Mike Masnick (profile) says:

Re: Re:

You might want to add some punctuation to that title. At first I read it as “EU Opens Itself Up To Massive Innovation, Hindering Patent Trolling” and was very surprised. After reading the article it becomes obvious you meant “EU Opens Itself Up To Massive, Innovation-Hindering Patent Trolling”.

Good point. Done and done.

Anonymous Coward says:

Well. Three things:

1. One of the overshadowing reasons for people to troll the patent system in USA is the damages awarded. In Europe damages are very small. The only reason to go to court is that the loosing side gets the bill for the case and a large fine. I highly doubt that these relatively small changes will make trolling viable in itself.

2. It is a complex area to reach a concensus on. That Germany and Great Britain have had so much say in it is troubling.
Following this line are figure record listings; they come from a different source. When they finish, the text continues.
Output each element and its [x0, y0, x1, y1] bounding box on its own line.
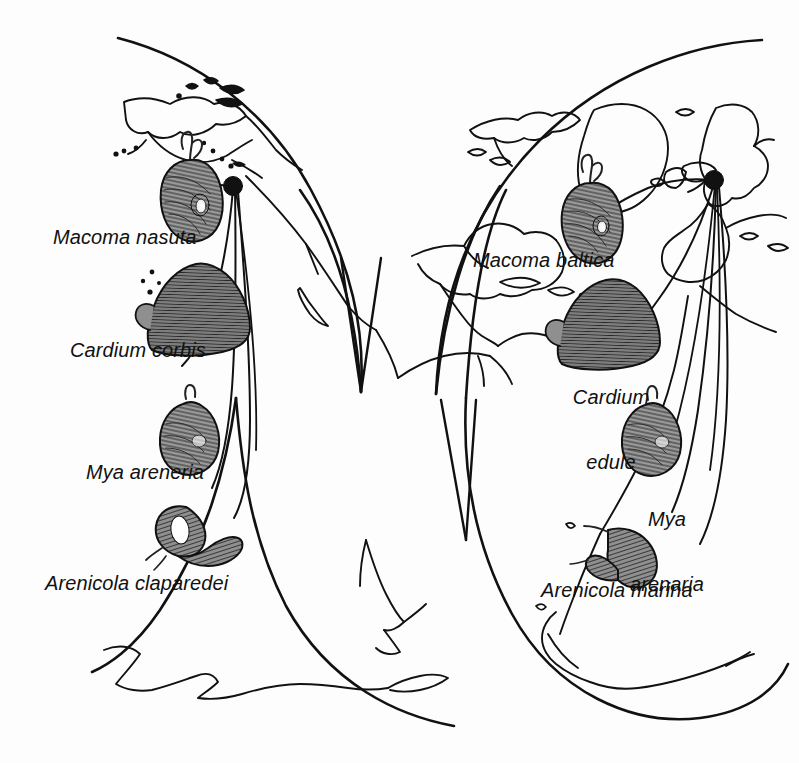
coastline-scandinavia-europe [688, 105, 774, 206]
world-map-illustration [0, 0, 799, 763]
species-label-macoma-nasuta: Macoma nasuta [53, 227, 197, 249]
origin-node-right [705, 171, 724, 190]
species-label-mya-areneria: Mya areneria [86, 462, 204, 484]
species-label-mya-arenaria: Mya arenaria [612, 466, 722, 639]
species-label-mya-arenaria-line1: Mya [612, 509, 722, 531]
species-label-cardium-corbis: Cardium corbis [70, 340, 206, 362]
species-label-macoma-baltica: Macoma baltica [473, 250, 614, 272]
coastline-west-north-america [232, 116, 302, 178]
origin-node-left [224, 177, 243, 196]
coastline-south-america-tail [360, 540, 426, 654]
species-label-cardium-edule-line1: Cardium [556, 387, 666, 409]
species-distribution-figure: Macoma nasuta Cardium corbis Mya areneri… [0, 0, 799, 763]
connector-macoma-baltica [608, 179, 712, 210]
arenicola-claparedei-worm [146, 506, 242, 570]
species-label-arenicola-marina: Arenicola marina [541, 580, 693, 602]
macoma-baltica-shell [562, 155, 623, 264]
left-lobe-lower-outline [92, 398, 454, 726]
species-label-arenicola-claparedei: Arenicola claparedei [45, 573, 228, 595]
map-interruption-wedges [341, 258, 476, 540]
coastline-south-america-east [398, 353, 512, 386]
coastline-south-america-west [376, 330, 398, 378]
coastline-antarctica-right [726, 654, 754, 666]
coastline-aleutian-island-dots [114, 78, 244, 156]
In the end it seems more like a compromise prepared from the right wing parties. It really doesn’t look like a reasonable compromise seen from the left wings side.

3. We are moving towards national approval. In many countries that will mean a parliamentary approval, but it has been determined that at least Denmark and probably others will need a popular vote on the issue. It is a very far-reaching issue in Denmark needing a yes from 50 % of the people with voting rights to pass, meaning that given a ~82 % participation, there needs to be about 60 % voting yes. It happened with a very small margin when our constitution was changed, but I highly doubt that will happen again since the anti-software patent movement is extremely strong among IT-professionals and even the media have brought several negative stories on it.

The last word is not even close to having been said about this issue.

Anonymous Coward says:

Re: Re:

There are a few exceptions to software patents in article 5 and 6 of: http://eur-lex.europa.eu/LexUriServ/LexUriServ.do?uri=CELEX:31991L0250:EN:HTML , which basically boils down to the wishy washy:

“The authorization of the rightholder shall not be required where reproduction of the code and translation of its form within the meaning of Article 4 (a) and (b)(red: articles demanding approval from rightholder to do anything with the code basically) are indispensable to obtain the information necessary to achieve the interoperability of an independently created computer program with other programs”

That part is being talked up by defenders of the agreement as a protection against overreaching software patents. In the end it is not even close to true.